Get excited for LibrePlanet 2014!
I attended LibrePlanet in Cambridge, Massachusetts, for the first time last year. I had a wonderful time, and I can't wait for LibrePlanet 2014, which happens in just ten days.
I expect to learn from the presentations. Last year, I learned that Mozilla had built a fully realized scalable single sign-in system that you can use in your applications -- today, immediately, possibly with just a few lines of code. With Mozilla Persona, your app doesn't have to collect and protect passwords, and no central authority ever knows who signs into what services.
My goal for this year is to learn at least two very useful things like that, which will apply directly to my work.
I expect to be inspired. Last year, I listened to Italo Vignoli explain how he and his colleagues took up the LibreOffice project, forked from OpenOffice.org, which seemed at the time to have been left out to pasture by Oracle, and injected incredible energy and momentum into the product. In just a few years, they turned a product that was almost impossible for a newbie developer to build into the community's favorite free software office suite with the best usability, not to mention being the most developer-friendly.
With this year's program including representatives from MediaWiki, Xiph.org, GNU Mailman, GNOME, and many others, there will be plenty of inspiration to go around.
Of course, I expect to have a lot of fun and interesting conversations with my friends, presenters, IRC guests who couldn't make it to Boston, and strangers who will become friends.
And with the list of keynote speakers, you know we're going to be making headlines.
See you there!
This is a guest post by Brendan Kidwell.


#### Task statement:
Go line by line through the data below and work out how many lines contain "block"; the answer is that number alone.

#### The records:
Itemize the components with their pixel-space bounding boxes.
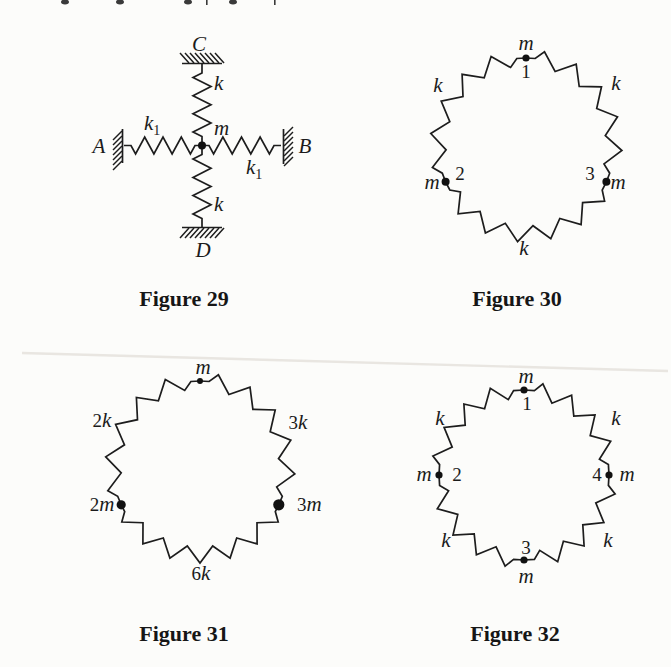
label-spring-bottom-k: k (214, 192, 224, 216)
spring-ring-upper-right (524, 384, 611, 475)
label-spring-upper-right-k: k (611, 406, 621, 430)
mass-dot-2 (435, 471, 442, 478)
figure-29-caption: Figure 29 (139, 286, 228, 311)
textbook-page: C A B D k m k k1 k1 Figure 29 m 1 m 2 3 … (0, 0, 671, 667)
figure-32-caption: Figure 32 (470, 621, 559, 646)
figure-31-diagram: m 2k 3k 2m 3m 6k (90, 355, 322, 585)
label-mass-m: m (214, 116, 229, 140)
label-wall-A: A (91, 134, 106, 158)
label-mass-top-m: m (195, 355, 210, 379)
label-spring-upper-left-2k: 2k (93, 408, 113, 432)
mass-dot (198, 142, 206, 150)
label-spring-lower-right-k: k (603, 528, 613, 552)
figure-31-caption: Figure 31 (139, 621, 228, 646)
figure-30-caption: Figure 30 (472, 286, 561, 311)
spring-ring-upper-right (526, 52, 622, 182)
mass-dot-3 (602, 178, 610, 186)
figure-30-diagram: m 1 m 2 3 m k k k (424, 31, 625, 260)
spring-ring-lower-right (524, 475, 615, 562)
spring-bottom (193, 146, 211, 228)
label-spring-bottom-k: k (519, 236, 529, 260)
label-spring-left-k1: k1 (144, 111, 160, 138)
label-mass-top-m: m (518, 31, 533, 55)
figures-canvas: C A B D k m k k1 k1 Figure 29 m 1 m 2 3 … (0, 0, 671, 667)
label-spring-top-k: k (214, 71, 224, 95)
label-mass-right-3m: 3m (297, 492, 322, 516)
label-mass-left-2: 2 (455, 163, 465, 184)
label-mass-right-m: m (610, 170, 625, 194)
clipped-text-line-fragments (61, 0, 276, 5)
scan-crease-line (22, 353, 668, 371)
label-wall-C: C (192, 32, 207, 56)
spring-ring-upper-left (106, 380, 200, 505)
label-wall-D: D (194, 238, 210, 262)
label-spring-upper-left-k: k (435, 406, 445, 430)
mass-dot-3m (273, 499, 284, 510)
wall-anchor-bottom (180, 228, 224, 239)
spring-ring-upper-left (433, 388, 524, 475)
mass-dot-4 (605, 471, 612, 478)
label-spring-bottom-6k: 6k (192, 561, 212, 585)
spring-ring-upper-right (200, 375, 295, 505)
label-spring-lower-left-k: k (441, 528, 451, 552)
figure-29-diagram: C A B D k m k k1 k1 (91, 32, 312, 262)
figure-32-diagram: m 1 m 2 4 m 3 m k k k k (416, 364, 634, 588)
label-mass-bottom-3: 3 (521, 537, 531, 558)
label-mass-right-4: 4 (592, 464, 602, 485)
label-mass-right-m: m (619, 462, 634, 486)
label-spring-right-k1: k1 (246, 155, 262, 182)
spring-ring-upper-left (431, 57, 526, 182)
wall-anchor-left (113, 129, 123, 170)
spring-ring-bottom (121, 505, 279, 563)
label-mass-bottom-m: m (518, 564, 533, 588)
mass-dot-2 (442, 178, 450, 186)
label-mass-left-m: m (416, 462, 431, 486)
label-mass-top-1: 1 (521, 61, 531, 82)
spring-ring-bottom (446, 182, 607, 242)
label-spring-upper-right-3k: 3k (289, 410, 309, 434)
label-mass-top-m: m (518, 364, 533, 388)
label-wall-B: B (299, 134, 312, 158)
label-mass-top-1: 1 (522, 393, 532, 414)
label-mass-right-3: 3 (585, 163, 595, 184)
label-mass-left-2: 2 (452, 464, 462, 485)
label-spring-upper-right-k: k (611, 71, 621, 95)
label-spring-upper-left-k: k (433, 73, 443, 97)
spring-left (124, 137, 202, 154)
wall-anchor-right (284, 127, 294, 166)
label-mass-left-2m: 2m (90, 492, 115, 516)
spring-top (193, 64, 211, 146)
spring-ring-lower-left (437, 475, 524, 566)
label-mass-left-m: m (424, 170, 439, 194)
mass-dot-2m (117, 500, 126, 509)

==

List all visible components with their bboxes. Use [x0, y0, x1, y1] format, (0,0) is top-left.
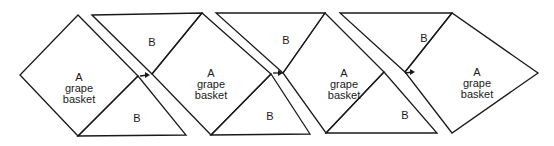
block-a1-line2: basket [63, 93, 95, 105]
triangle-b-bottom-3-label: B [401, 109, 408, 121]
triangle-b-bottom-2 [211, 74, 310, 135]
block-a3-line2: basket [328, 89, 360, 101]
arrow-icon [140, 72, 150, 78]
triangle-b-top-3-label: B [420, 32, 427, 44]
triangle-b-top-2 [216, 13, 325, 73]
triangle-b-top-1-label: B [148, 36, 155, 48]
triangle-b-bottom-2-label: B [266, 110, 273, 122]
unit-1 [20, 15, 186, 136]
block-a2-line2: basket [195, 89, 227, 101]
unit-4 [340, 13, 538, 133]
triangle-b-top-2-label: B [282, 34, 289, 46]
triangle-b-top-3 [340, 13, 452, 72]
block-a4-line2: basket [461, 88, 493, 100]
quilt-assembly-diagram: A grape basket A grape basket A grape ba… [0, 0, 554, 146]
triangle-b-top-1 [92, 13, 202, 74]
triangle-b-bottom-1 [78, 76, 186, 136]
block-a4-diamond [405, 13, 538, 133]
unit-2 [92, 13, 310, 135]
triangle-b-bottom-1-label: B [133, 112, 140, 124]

#### Answer to this exercise:
5